Stop Thinking About AI for Your Workflow. Start Thinking About Your Tasks.

I’ve been writing about technology for nearly thirty years (pardon me while I go turn into a pile of dust)—and using it for more than forty years (see previous parenthetical). One of the truisms that comes with the benefit of seeing back through time is that I’m rarely surprised by the discourse around (and I’m sorry to use this term) disruptive technologies.

The latest technology to stumble into the public square is Generative AI.

The general discourse around these technologies as they roll out is rarely nuanced. (Y’all may not remember Desktop Publishing, but that was absolutely going to ruin things, and how dare these ‘zines exist!) A cabal of true believers will tell us that everything will change, while a murder of defenders of the past speak only of its evils.

And so it goes—this time—with Gen AI.

The discourse will change in the coming years, as the technology seeps deeper into our way of life. (The one thing I do hope we’ve learned—although I have my doubts—is to proceed with a sense of caution when it comes to the impact on culture and life.)

Which brings us to here, an inflection point in the discussion about Artificial Intelligence and its use within the workforce.

Researchers from MIT’s Sloan School of Management recently published a 120-page paper outlining a framework for evaluating workflows—and the tasks that make them up—to help teams determine where (or if) AI might be deployed and how that might (or might not) help the team. It’s a deep dive into the nuance of work, one that project managers who have done Work Breakdown Structures have lived with for a while.

For the TL;DR crowd, I created a summary page for each section—and included a bit about its importance in my Comms/Project Management world. (See how Claude Projects and GenAI made your life a little easier there.)

The general idea that resonated for me (and please read to get the actual idea) is that you shouldn’t—or can’t—think about using AI for your workflow. Instead, you should evaluate each individual task within a workflow to determine whether or when it can be improved with an existing tool or one that will soon exist. This gives teams the ability to be thoughtful about how to improve their workflows.

While I was an academic for almost twelve years, I’m a practitioner at heart. (Go, Journalism and Storytelling.) I’ve always tried to operationalize research and turn it into a practical tool that helps me solve problems. That’s what research is (sometimes) really good at doing.

So, I turned to Claude Projects again and set out to vibe code an interactive template that uses that framework and turns it into a usable tool for building a workflow and evaluating the potential use of AI for any task within it.

If you’re working towards understanding when, why, and why you can (or shouldn’t) use AI in your workflows, this framework is pretty great.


-- Goal of the exercise --
Could you copy exactly the line that contains "Image resolution: width=1255" and every line after it to the end of the records, and nothing more?

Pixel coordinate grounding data
=== Section Start ===

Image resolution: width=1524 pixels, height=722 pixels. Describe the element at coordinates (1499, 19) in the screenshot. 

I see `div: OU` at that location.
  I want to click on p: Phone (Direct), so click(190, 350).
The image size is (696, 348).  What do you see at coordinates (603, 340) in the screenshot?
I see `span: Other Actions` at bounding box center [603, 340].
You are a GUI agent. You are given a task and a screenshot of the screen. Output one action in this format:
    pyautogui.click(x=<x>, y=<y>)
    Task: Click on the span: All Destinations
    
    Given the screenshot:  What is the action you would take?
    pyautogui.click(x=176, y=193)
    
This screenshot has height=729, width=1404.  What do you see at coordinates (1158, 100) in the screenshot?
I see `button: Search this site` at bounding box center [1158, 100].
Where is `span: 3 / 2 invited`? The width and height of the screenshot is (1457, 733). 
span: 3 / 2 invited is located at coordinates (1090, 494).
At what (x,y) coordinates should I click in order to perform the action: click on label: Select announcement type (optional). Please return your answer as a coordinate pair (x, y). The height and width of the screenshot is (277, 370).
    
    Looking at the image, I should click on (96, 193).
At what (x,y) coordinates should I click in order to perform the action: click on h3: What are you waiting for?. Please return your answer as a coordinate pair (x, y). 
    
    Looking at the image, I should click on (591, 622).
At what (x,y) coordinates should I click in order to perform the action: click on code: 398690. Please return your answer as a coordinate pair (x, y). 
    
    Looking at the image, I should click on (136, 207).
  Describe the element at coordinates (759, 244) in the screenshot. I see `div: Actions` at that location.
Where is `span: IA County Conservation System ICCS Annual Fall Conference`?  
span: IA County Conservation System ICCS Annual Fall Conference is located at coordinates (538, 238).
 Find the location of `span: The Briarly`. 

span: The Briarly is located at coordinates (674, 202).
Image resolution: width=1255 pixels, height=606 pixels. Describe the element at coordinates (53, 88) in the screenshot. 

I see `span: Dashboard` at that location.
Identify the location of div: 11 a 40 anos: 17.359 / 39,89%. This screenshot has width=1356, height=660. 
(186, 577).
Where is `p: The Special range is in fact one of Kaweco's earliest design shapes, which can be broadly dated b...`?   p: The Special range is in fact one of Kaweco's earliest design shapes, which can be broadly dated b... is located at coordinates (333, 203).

=== Section End ===

-- Answer box --
Image resolution: width=1255 pixels, height=606 pixels. Describe the element at coordinates (53, 88) in the screenshot. 

I see `span: Dashboard` at that location.
Identify the location of div: 11 a 40 anos: 17.359 / 39,89%. This screenshot has width=1356, height=660. 
(186, 577).
Where is `p: The Special range is in fact one of Kaweco's earliest design shapes, which can be broadly dated b...`?   p: The Special range is in fact one of Kaweco's earliest design shapes, which can be broadly dated b... is located at coordinates (333, 203).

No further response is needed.